The art of fixing breaks
- amyhluu
- May 22, 2023
- 3 min read
I don’t know if I’ve been a very good doctor this week.
Sometimes, when things go wrong in medicine, they can go very wrong. It may not even be an error in clinical decision making. It may be related to a delay in medicine administration time. It may be related to an emotionally charged patient interaction that led to an aggravated clinician. It may be the snowball effect of what is said during heightened situations that impacts everyone throughout the course of their day. And sometimes, it can be difficult to pinpoint the exact moment where things went wrong.
We work in a complex system. Failure is inevitable in such a complex system. Part of the issue in understanding and accepting the failures that occur, is that medicine is made up of highly performing individuals who are raised to value hyper competence. This hyper competence is equated to insanely long working hours, an intense and complex patient load and efficiency despite your attention being pulled in ten different directions. But this value and striving for hyper competence comes at a cost. The cost is that when systemic failures do occur, they can become adopted as personal failures.

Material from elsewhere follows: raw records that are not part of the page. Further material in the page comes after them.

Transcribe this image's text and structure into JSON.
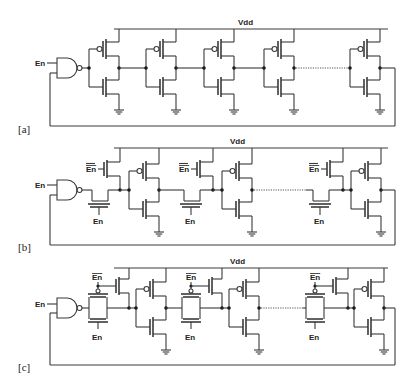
{
  "figure": {
    "panels": [
      {
        "id": "a",
        "tag": "[a]",
        "supply_label": "Vdd",
        "input_label": "En",
        "structure": "NAND + chain of CMOS inverters (ring)"
      },
      {
        "id": "b",
        "tag": "[b]",
        "supply_label": "Vdd",
        "input_label": "En",
        "pass_gate_label": "En",
        "pullup_label": "En̄",
        "structure": "NAND + NMOS pass gates with PMOS pull-ups between inverters"
      },
      {
        "id": "c",
        "tag": "[c]",
        "supply_label": "Vdd",
        "input_label": "En",
        "pass_gate_label": "En",
        "pullup_label": "En̄",
        "structure": "NAND + CMOS transmission gates with PMOS pull-ups between inverters"
      }
    ]
  },
  "labels": {
    "vdd": "Vdd",
    "en": "En",
    "en_bar": "En",
    "tag_a": "[a]",
    "tag_b": "[b]",
    "tag_c": "[c]"
  }
}
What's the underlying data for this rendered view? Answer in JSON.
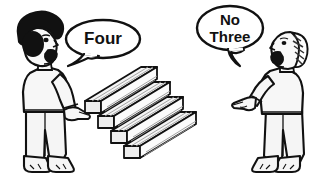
{
  "scene": {
    "title": "Two people arguing about how many wooden beams are stacked",
    "background_color": "#ffffff",
    "ink_color": "#111111",
    "fill_color": "#f2f2f2",
    "width": 322,
    "height": 184
  },
  "speech_bubbles": [
    {
      "id": "left-bubble",
      "speaker": "left-person",
      "lines": [
        "Four"
      ],
      "line1": "Four",
      "tail_direction": "down-left",
      "font_size": 17
    },
    {
      "id": "right-bubble",
      "speaker": "right-person",
      "lines": [
        "No",
        "Three"
      ],
      "line1": "No",
      "line2": "Three",
      "tail_direction": "down-right",
      "font_size": 15
    }
  ],
  "characters": [
    {
      "id": "left-person",
      "name": "left-person",
      "hair": "afro-solid-black",
      "hair_color": "#111111",
      "facing": "right",
      "mouth": "open",
      "gesture": "pointing-down-right",
      "feet": "bare"
    },
    {
      "id": "right-person",
      "name": "right-person",
      "hair": "hatched-striped",
      "hair_color": "#444444",
      "facing": "left",
      "mouth": "open",
      "gesture": "pointing-left",
      "feet": "bare"
    }
  ],
  "objects": {
    "name": "wooden-beams-stack",
    "label": "stack of wooden beams",
    "count": 4,
    "orientation": "isometric-diagonal",
    "beams": [
      {
        "index": 1,
        "offset_x": 0,
        "offset_y": 0
      },
      {
        "index": 2,
        "offset_x": -9,
        "offset_y": 15
      },
      {
        "index": 3,
        "offset_x": -18,
        "offset_y": 30
      },
      {
        "index": 4,
        "offset_x": -27,
        "offset_y": 45
      }
    ]
  }
}
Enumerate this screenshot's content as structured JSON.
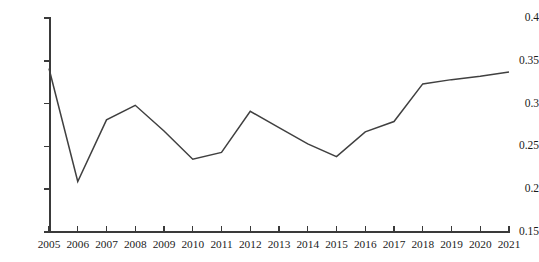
{
  "chart_data": {
    "type": "line",
    "title": "",
    "subtitle": "",
    "xlabel": "",
    "ylabel": "",
    "categories": [
      "2005",
      "2006",
      "2007",
      "2008",
      "2009",
      "2010",
      "2011",
      "2012",
      "2013",
      "2014",
      "2015",
      "2016",
      "2017",
      "2018",
      "2019",
      "2020",
      "2021"
    ],
    "x": [
      2005,
      2006,
      2007,
      2008,
      2009,
      2010,
      2011,
      2012,
      2013,
      2014,
      2015,
      2016,
      2017,
      2018,
      2019,
      2020,
      2021
    ],
    "values": [
      0.341,
      0.209,
      0.281,
      0.298,
      0.268,
      0.235,
      0.243,
      0.291,
      0.272,
      0.253,
      0.238,
      0.267,
      0.279,
      0.323,
      0.328,
      0.332,
      0.337
    ],
    "series": [
      {
        "name": "",
        "color": "#404040",
        "values": [
          0.341,
          0.209,
          0.281,
          0.298,
          0.268,
          0.235,
          0.243,
          0.291,
          0.272,
          0.253,
          0.238,
          0.267,
          0.279,
          0.323,
          0.328,
          0.332,
          0.337
        ]
      }
    ],
    "ylim": [
      0.15,
      0.4
    ],
    "yticks": [
      0.15,
      0.2,
      0.25,
      0.3,
      0.35,
      0.4
    ],
    "ytick_labels": [
      "0.15",
      "0.2",
      "0.25",
      "0.3",
      "0.35",
      "0.4"
    ],
    "xlim": [
      2005,
      2021
    ],
    "grid": false,
    "legend": false,
    "legend_position": "none",
    "markers": false,
    "annotations": []
  },
  "style": {
    "line_color": "#404040",
    "axis_color": "#3a3a3a",
    "text_color": "#1a1a1a",
    "background": "#ffffff",
    "line_width": "1.5"
  }
}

In recent months, I’ve spent a great deal of time thinking about fractures.
Fracture:
Noun – the cracking or breaking of a hard object or material
Verb – break or cause to break
Most of the time, fractures in children have an expected trajectory. There is a break in the bone and then there is an intervention to try and fix the break. The healing comes. The child grows up healthily and hopefully happily. They fearlessly go back on the monkeybars and play football and jump on the trampoline. I mean, I suppose somebody has to keep us in business. One of the main life lessons I lived by in the preceding months was scrawled on an A4 piece of paper (in a surgeon’s half legible handwritten scrawl) stuck on the wall of an office with peeling off bluetack.

I lived by the idealism that breaks could be fixed. Breaks in the system, however, are much more difficult to fix. Fractured teams are much more difficult to fix. I don’t think I was a very good doctor this week because I haven’t quite yet learned how to fail gracefully within a complex and fraught system. And in doing so, I wonder if, at times, I didn’t keep the best interests of a complex and sick patient at the forefront of my reactions and decision-making. I was faced with the humbling reality that hyper competence in medicine may well be a myth, and the absurd expectations we can place on ourselves can lead to the most spectacular failures.
But like any break that has just occurred, the first step is reduction. The original meaning of the word is to ‘bring back, or restore.’ I think we need to restore the original principle of why we’re all doing this in the first place, whatever reason that may be for you. It is easy to get caught up in the annoyance of the daily ins and outs of the job. The weird smells. The shitty IT. The rejected referrals. The constant beeping. We can never be fully cognisant of all the parts and pieces and people that make up this complex system. But we can choose to be a slightly more decent part of it all. Warmth and patience and grace goes a long way. Distance, distraction and deflection are all well-known tricks of the trade (believe me, I have been living amongst the surgeons), but they are not the tools you want when patients are sick and dying and families are struggling to let go. So perhaps the starting point for an approach to failure is to recognise that hyper competence is a dangerous ideal to strive for, and instead it is more about reliability than performance. Showing up every day, not just for your patients, but for your people. So, I think I’ll persevere, despite all of the breaks and my many flaws.